0

using python 3.9

I want to create a program that instead of printing 2/28/2021, it prints Sunday, 2, Feb, 2021.

martineau
  • 119,623
  • 25
  • 170
  • 301
  • 1
    Have you read the `strftime()` [documentation](https://docs.python.org/3/library/datetime.html#strftime-strptime-behavior)? – martineau Feb 28 '21 at 12:00
  • Does this answer your question? [How do I turn a python datetime into a string, with readable format date?](https://stackoverflow.com/questions/2158347/how-do-i-turn-a-python-datetime-into-a-string-with-readable-format-date) – FObersteiner Feb 28 '21 at 15:00

3 Answers3

0

You can do it using strptime() to achieve a human-readable string.

import datetime
a = datetime.datetime.now()
print(a.strftime("%a, %d, %B, %Y")) # Sun, 28, February, 2021
print(a.strftime("%A, %d, %B, %Y")) # Sunday, 28, February, 2021

import locale
locale.setlocale(locale.LC_TIME, "sv_SE") # swedish locale
print(a.strftime("%a, %d, %B, %Y")) # sön, 28, februari, 2021
Axisnix
  • 2,822
  • 5
  • 19
  • 41
0
import datetime

x = datetime.datetime.now().strftime('%A, %-d, %b, %Y')
print(x)  # output: Sunday, 28, Feb, 2021

x = datetime.datetime.now().strftime('%-m/%d/%Y')
print(x)  # output: 2/28/2021
dopstar
  • 1,478
  • 10
  • 20
-1

You can do that with the datetime method strftime.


■ YOUR INSTRUCTIONS
Give the following records again in full and without alteration.

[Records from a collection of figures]
-------------------------
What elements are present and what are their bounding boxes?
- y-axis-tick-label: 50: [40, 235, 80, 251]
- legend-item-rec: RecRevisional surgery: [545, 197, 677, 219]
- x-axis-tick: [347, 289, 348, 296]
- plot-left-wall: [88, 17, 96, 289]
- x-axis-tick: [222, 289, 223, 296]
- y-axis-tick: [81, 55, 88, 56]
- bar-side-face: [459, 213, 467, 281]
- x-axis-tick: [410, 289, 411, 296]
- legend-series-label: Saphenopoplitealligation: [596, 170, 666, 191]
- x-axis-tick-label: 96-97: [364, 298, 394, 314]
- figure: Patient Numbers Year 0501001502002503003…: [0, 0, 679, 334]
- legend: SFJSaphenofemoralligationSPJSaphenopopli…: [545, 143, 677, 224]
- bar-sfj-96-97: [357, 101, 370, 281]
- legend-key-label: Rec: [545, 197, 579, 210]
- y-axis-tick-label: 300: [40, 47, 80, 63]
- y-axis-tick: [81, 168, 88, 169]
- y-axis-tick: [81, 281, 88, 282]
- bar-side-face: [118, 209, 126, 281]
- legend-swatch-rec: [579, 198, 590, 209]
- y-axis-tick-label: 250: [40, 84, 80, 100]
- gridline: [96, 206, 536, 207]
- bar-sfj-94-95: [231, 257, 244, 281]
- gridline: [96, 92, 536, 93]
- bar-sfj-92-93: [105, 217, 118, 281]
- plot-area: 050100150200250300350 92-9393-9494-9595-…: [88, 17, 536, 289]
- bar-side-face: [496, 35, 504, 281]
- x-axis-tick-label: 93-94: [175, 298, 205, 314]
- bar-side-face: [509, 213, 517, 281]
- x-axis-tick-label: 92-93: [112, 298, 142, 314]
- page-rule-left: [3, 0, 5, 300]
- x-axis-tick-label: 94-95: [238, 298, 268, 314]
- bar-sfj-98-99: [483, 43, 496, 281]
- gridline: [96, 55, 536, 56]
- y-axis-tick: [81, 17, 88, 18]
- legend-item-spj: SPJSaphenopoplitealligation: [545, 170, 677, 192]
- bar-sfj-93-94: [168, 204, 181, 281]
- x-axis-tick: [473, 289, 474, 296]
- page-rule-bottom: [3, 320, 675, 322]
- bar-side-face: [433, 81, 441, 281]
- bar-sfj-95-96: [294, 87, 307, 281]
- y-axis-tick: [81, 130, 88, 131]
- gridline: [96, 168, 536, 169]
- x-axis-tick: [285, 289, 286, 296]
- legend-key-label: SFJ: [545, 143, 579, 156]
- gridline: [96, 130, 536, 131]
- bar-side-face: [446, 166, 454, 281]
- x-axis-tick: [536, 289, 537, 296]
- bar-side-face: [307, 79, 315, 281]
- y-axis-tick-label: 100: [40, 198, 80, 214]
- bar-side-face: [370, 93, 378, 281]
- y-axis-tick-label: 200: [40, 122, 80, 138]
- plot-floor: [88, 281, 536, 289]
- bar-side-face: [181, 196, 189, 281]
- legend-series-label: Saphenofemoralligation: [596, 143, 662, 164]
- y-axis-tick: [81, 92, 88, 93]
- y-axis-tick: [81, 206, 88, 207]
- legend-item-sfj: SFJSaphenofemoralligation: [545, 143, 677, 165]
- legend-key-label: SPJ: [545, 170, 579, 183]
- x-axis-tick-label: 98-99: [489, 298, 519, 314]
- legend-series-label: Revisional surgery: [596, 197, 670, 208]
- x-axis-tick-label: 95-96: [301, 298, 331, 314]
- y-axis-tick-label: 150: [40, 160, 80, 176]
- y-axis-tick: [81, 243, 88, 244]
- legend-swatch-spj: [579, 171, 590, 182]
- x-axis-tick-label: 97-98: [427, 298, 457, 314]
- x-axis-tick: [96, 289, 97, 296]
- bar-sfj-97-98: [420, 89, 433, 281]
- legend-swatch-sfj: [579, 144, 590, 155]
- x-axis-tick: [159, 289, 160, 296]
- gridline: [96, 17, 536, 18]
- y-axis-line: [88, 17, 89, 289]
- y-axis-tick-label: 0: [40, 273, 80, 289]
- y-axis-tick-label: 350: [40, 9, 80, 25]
-------------------------
■ WRITTEN SOLUTION
What elements are present and what are their bounding boxes?
- y-axis-tick-label: 50: [40, 235, 80, 251]
- legend-item-rec: RecRevisional surgery: [545, 197, 677, 219]
- x-axis-tick: [347, 289, 348, 296]
- plot-left-wall: [88, 17, 96, 289]
- x-axis-tick: [222, 289, 223, 296]
- y-axis-tick: [81, 55, 88, 56]
- bar-side-face: [459, 213, 467, 281]
- x-axis-tick: [410, 289, 411, 296]
- legend-series-label: Saphenopoplitealligation: [596, 170, 666, 191]
- x-axis-tick-label: 96-97: [364, 298, 394, 314]
- figure: Patient Numbers Year 0501001502002503003…: [0, 0, 679, 334]
- legend: SFJSaphenofemoralligationSPJSaphenopopli…: [545, 143, 677, 224]
- bar-sfj-96-97: [357, 101, 370, 281]
- legend-key-label: Rec: [545, 197, 579, 210]
- y-axis-tick-label: 300: [40, 47, 80, 63]
- y-axis-tick: [81, 168, 88, 169]
- y-axis-tick: [81, 281, 88, 282]
- bar-side-face: [118, 209, 126, 281]
- legend-swatch-rec: [579, 198, 590, 209]
- y-axis-tick-label: 250: [40, 84, 80, 100]
- gridline: [96, 206, 536, 207]
- bar-sfj-94-95: [231, 257, 244, 281]
- gridline: [96, 92, 536, 93]
- bar-sfj-92-93: [105, 217, 118, 281]
- plot-area: 050100150200250300350 92-9393-9494-9595-…: [88, 17, 536, 289]
- bar-side-face: [496, 35, 504, 281]
- x-axis-tick-label: 93-94: [175, 298, 205, 314]
- bar-side-face: [509, 213, 517, 281]
- x-axis-tick-label: 92-93: [112, 298, 142, 314]
- page-rule-left: [3, 0, 5, 300]
- x-axis-tick-label: 94-95: [238, 298, 268, 314]
- bar-sfj-98-99: [483, 43, 496, 281]
- gridline: [96, 55, 536, 56]
- y-axis-tick: [81, 17, 88, 18]
- legend-item-spj: SPJSaphenopoplitealligation: [545, 170, 677, 192]
- bar-sfj-93-94: [168, 204, 181, 281]
- x-axis-tick: [473, 289, 474, 296]
- page-rule-bottom: [3, 320, 675, 322]
- bar-side-face: [433, 81, 441, 281]
- bar-sfj-95-96: [294, 87, 307, 281]
- y-axis-tick: [81, 130, 88, 131]
- gridline: [96, 168, 536, 169]
- x-axis-tick: [285, 289, 286, 296]
- legend-key-label: SFJ: [545, 143, 579, 156]
- gridline: [96, 130, 536, 131]
- bar-side-face: [446, 166, 454, 281]
- x-axis-tick: [536, 289, 537, 296]
- bar-side-face: [307, 79, 315, 281]
- y-axis-tick-label: 100: [40, 198, 80, 214]
- bar-side-face: [370, 93, 378, 281]
- y-axis-tick-label: 200: [40, 122, 80, 138]
- plot-floor: [88, 281, 536, 289]
- bar-side-face: [181, 196, 189, 281]
- legend-series-label: Saphenofemoralligation: [596, 143, 662, 164]
- y-axis-tick: [81, 92, 88, 93]
- y-axis-tick: [81, 206, 88, 207]
- legend-item-sfj: SFJSaphenofemoralligation: [545, 143, 677, 165]
- legend-key-label: SPJ: [545, 170, 579, 183]
- x-axis-tick-label: 98-99: [489, 298, 519, 314]
- legend-series-label: Revisional surgery: [596, 197, 670, 208]
- x-axis-tick-label: 95-96: [301, 298, 331, 314]
- y-axis-tick-label: 150: [40, 160, 80, 176]
- y-axis-tick: [81, 243, 88, 244]
- legend-swatch-spj: [579, 171, 590, 182]
- x-axis-tick-label: 97-98: [427, 298, 457, 314]
- x-axis-tick: [96, 289, 97, 296]
- bar-sfj-97-98: [420, 89, 433, 281]
- legend-swatch-sfj: [579, 144, 590, 155]
- x-axis-tick: [159, 289, 160, 296]
- gridline: [96, 17, 536, 18]
- y-axis-line: [88, 17, 89, 289]
- y-axis-tick-label: 0: [40, 273, 80, 289]
- y-axis-tick-label: 350: [40, 9, 80, 25]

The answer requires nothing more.